In The Idea Factory, we find a chronicle of great men, among them Claude Shannon, who dedicated themselves to solving big problems.
The transistors, capacitors, semi-conductors and the silicon chip (later became the magical wafer of Intel and the Valley industry).
Even an unheard-of technology of the time – cellular transmission – was shelved, since it was deemed unfeasible (ATT was still sore from its failed Picture Phone attempt).
We need brave and sustained efforts to get our voice heard in the wilderness. Right now, it’s climate change, Ebola and the threat of sectarian conflicts.
We got F22.
But we actually need Ebola vaccines.
We need Claude Shannon, who among other things, juggled the balls just to think.
Pulse code modulation.
On and off.
Beautiful!
Just like its predecessor Morse code.
Tit tit tit, tat tat tat.
I got your message. I hear you loud and clear.
We are in this together i.e. suffer our common human fate in the face of change.
We see not the future.
But it’s coming whether we like it or not.
Fast approaching, with chip speed doubled every year and a half or so.
Hence, Moore’s Law.
The Great Men projects, funded by phone users’ revenue, tackled communications problems e.g. fidelity (Can you hear me now).
From Marconi to Moore, they gave us wireless and wire line, fast chips and Facebook.
All of a sudden, the message is delivered in the bottle. Small bottles, called bits – strings of 1’s and 0’s.
Bam! the Gigabit economy is here, offering and enticing us with more bandwidth, more in the Cloud.
No time for contemplation or reflection. The more “friends”, the more feeds, the more frivolity. We once were blind, but now we see, once information-starved, but now stuffed.
“I am mad like Hell, I won’t take this anymore”, says the rogue anchor on NETWORK (the movie). If he has to update his protest, it would be “Feed me no more of those lies. I want the truth, even if I can’t handle it.”
What we need is the Ebola vaccine. Instead, we’ve got sci-fi and wi-fi.
Instead of connecting the dots, they gave us dots, by the trillions.
Google not only “organizes the world information”, it also seeks to replace our memory, de facto. Our only job as consumers of ready-served apps is to “amuse ourselves to death” in this information deluge.
Where are those Great Men of the Bell Labs Age? Aren’t we faced with a dangerous and uncertain future as men of the last century? Or is this our last?
We might inadvertently have done it to ourselves as we go about ignoring big problems. A classic case of bystander apathy, of kicking the can further down the road.
Dead men walking, walk on by. Ignore the can at your own peril.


> _YOUR TASK_:
Restate the data exactly as given and keep the pictures out.

··· RECORD SET

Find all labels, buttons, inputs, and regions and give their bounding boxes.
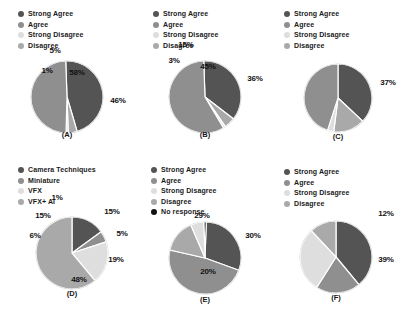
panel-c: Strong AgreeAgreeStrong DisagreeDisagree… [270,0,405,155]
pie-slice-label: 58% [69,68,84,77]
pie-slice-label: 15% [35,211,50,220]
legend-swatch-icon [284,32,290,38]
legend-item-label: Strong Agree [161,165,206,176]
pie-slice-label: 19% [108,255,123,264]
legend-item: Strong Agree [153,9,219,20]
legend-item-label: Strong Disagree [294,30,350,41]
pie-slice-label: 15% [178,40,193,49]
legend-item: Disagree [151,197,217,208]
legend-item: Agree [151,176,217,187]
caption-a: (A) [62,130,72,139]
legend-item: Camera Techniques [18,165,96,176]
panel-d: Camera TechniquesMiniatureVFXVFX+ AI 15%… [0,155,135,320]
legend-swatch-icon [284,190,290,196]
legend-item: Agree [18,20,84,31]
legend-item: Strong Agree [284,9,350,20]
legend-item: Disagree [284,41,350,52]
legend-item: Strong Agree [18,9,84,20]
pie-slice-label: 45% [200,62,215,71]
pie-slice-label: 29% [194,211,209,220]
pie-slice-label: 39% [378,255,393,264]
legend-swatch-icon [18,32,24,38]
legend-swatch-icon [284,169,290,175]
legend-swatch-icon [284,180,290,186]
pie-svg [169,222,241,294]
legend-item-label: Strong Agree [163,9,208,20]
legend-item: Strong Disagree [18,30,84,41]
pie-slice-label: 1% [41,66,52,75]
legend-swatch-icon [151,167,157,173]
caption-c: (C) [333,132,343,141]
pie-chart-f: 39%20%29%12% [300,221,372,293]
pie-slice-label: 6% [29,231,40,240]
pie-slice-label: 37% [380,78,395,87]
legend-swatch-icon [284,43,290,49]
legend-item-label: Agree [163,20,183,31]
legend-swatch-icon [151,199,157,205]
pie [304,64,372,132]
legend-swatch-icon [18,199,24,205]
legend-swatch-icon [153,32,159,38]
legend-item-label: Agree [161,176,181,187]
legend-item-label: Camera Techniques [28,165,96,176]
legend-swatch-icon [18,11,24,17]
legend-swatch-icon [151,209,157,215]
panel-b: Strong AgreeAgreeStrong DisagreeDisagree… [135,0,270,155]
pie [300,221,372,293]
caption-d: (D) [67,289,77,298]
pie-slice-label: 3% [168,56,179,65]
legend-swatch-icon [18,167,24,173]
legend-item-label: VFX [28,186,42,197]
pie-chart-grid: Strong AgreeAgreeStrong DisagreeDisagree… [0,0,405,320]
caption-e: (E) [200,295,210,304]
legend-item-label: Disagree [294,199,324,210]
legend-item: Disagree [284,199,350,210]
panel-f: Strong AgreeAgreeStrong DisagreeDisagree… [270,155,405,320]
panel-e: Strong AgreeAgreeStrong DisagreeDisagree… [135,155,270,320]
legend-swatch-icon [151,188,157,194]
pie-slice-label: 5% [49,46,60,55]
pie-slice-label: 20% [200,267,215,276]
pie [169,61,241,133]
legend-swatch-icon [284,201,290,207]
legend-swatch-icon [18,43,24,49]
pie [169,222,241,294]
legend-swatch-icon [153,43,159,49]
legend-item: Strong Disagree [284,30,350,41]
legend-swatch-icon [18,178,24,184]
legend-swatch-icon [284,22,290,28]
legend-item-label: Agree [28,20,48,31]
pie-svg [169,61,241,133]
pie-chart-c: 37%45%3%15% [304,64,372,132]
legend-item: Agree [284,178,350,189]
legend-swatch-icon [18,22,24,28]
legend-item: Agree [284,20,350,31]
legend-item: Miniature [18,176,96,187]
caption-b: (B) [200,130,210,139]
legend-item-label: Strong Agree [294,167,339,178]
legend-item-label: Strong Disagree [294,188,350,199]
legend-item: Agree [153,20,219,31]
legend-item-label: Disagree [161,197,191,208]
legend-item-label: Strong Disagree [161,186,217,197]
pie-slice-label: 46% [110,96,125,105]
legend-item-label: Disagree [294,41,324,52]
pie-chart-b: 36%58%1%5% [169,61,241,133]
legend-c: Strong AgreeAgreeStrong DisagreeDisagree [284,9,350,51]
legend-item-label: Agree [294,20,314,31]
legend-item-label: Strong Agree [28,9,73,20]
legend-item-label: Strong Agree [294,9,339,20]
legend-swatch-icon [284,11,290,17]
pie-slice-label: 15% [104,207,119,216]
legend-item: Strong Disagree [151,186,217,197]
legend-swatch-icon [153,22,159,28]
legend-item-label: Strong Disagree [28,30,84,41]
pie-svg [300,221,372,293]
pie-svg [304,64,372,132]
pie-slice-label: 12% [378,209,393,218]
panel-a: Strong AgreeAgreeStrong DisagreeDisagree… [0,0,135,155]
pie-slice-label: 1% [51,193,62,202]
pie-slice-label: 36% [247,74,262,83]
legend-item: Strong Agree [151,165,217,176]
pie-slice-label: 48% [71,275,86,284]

······

> _REPLY_:
Find all labels, buttons, inputs, and regions and give their bounding boxes.
panel-c: Strong AgreeAgreeStrong DisagreeDisagree… [270,0,405,155]
pie-slice-label: 58% [69,68,84,77]
pie-slice-label: 15% [35,211,50,220]
legend-swatch-icon [284,32,290,38]
legend-item-label: Strong Agree [161,165,206,176]
pie-slice-label: 19% [108,255,123,264]
legend-item: Strong Agree [153,9,219,20]
legend-item-label: Strong Disagree [294,30,350,41]
pie-slice-label: 15% [178,40,193,49]
legend-item: Disagree [151,197,217,208]
legend-item: Agree [151,176,217,187]
caption-a: (A) [62,130,72,139]
legend-item: Camera Techniques [18,165,96,176]
panel-d: Camera TechniquesMiniatureVFXVFX+ AI 15%… [0,155,135,320]
legend-swatch-icon [284,190,290,196]
legend-item: Agree [18,20,84,31]
legend-item: Strong Agree [284,9,350,20]
legend-item: Disagree [284,41,350,52]
legend-item: Strong Agree [18,9,84,20]
pie-slice-label: 45% [200,62,215,71]
pie-slice-label: 29% [194,211,209,220]
pie-slice-label: 39% [378,255,393,264]
legend-swatch-icon [18,32,24,38]
legend-swatch-icon [284,169,290,175]
legend-swatch-icon [284,180,290,186]
pie-svg [169,222,241,294]
legend-item-label: Strong Agree [163,9,208,20]
legend-item: Strong Disagree [18,30,84,41]
pie-slice-label: 1% [41,66,52,75]
legend-swatch-icon [151,167,157,173]
caption-c: (C) [333,132,343,141]
pie-chart-f: 39%20%29%12% [300,221,372,293]
pie-slice-label: 6% [29,231,40,240]
pie-slice-label: 37% [380,78,395,87]
legend-swatch-icon [284,43,290,49]
legend-item-label: Agree [163,20,183,31]
legend-swatch-icon [151,199,157,205]
pie [304,64,372,132]
legend-swatch-icon [18,199,24,205]
legend-swatch-icon [153,32,159,38]
legend-item-label: Agree [161,176,181,187]
legend-item-label: Camera Techniques [28,165,96,176]
legend-swatch-icon [18,11,24,17]
legend-swatch-icon [151,209,157,215]
panel-b: Strong AgreeAgreeStrong DisagreeDisagree… [135,0,270,155]
pie [300,221,372,293]
caption-d: (D) [67,289,77,298]
pie-slice-label: 3% [168,56,179,65]
legend-swatch-icon [18,167,24,173]
legend-item-label: VFX [28,186,42,197]
pie-chart-grid: Strong AgreeAgreeStrong DisagreeDisagree… [0,0,405,320]
caption-e: (E) [200,295,210,304]
legend-item-label: Disagree [294,199,324,210]
legend-item: Disagree [284,199,350,210]
panel-f: Strong AgreeAgreeStrong DisagreeDisagree… [270,155,405,320]
panel-e: Strong AgreeAgreeStrong DisagreeDisagree… [135,155,270,320]
legend-swatch-icon [151,188,157,194]
pie-slice-label: 5% [49,46,60,55]
pie-slice-label: 20% [200,267,215,276]
pie [169,61,241,133]
legend-swatch-icon [284,201,290,207]
legend-swatch-icon [18,43,24,49]
pie [169,222,241,294]
legend-swatch-icon [153,43,159,49]
legend-item: Strong Disagree [284,30,350,41]
legend-swatch-icon [18,178,24,184]
legend-swatch-icon [284,22,290,28]
legend-item-label: Agree [28,20,48,31]
pie-svg [169,61,241,133]
pie-chart-c: 37%45%3%15% [304,64,372,132]
legend-item: Agree [284,178,350,189]
legend-swatch-icon [18,22,24,28]
legend-item: Agree [284,20,350,31]
legend-item: Miniature [18,176,96,187]
caption-b: (B) [200,130,210,139]
legend-item-label: Strong Agree [294,167,339,178]
legend-item-label: Strong Disagree [294,188,350,199]
legend-item: Agree [153,20,219,31]
legend-item-label: Disagree [161,197,191,208]
legend-item-label: Strong Disagree [161,186,217,197]
pie-slice-label: 46% [110,96,125,105]
legend-item-label: Disagree [294,41,324,52]
pie-chart-b: 36%58%1%5% [169,61,241,133]
legend-c: Strong AgreeAgreeStrong DisagreeDisagree [284,9,350,51]
legend-item-label: Agree [294,20,314,31]
legend-item-label: Strong Agree [28,9,73,20]
legend-item-label: Strong Agree [294,9,339,20]
legend-swatch-icon [284,11,290,17]
pie-slice-label: 15% [104,207,119,216]
legend-item: Strong Disagree [151,186,217,197]
legend-swatch-icon [153,22,159,28]
legend-item-label: Strong Disagree [28,30,84,41]
pie-svg [300,221,372,293]
pie-svg [304,64,372,132]
pie-slice-label: 12% [378,209,393,218]
panel-a: Strong AgreeAgreeStrong DisagreeDisagree… [0,0,135,155]
pie-slice-label: 1% [51,193,62,202]
pie-slice-label: 36% [247,74,262,83]
legend-item: Strong Agree [151,165,217,176]
pie-slice-label: 48% [71,275,86,284]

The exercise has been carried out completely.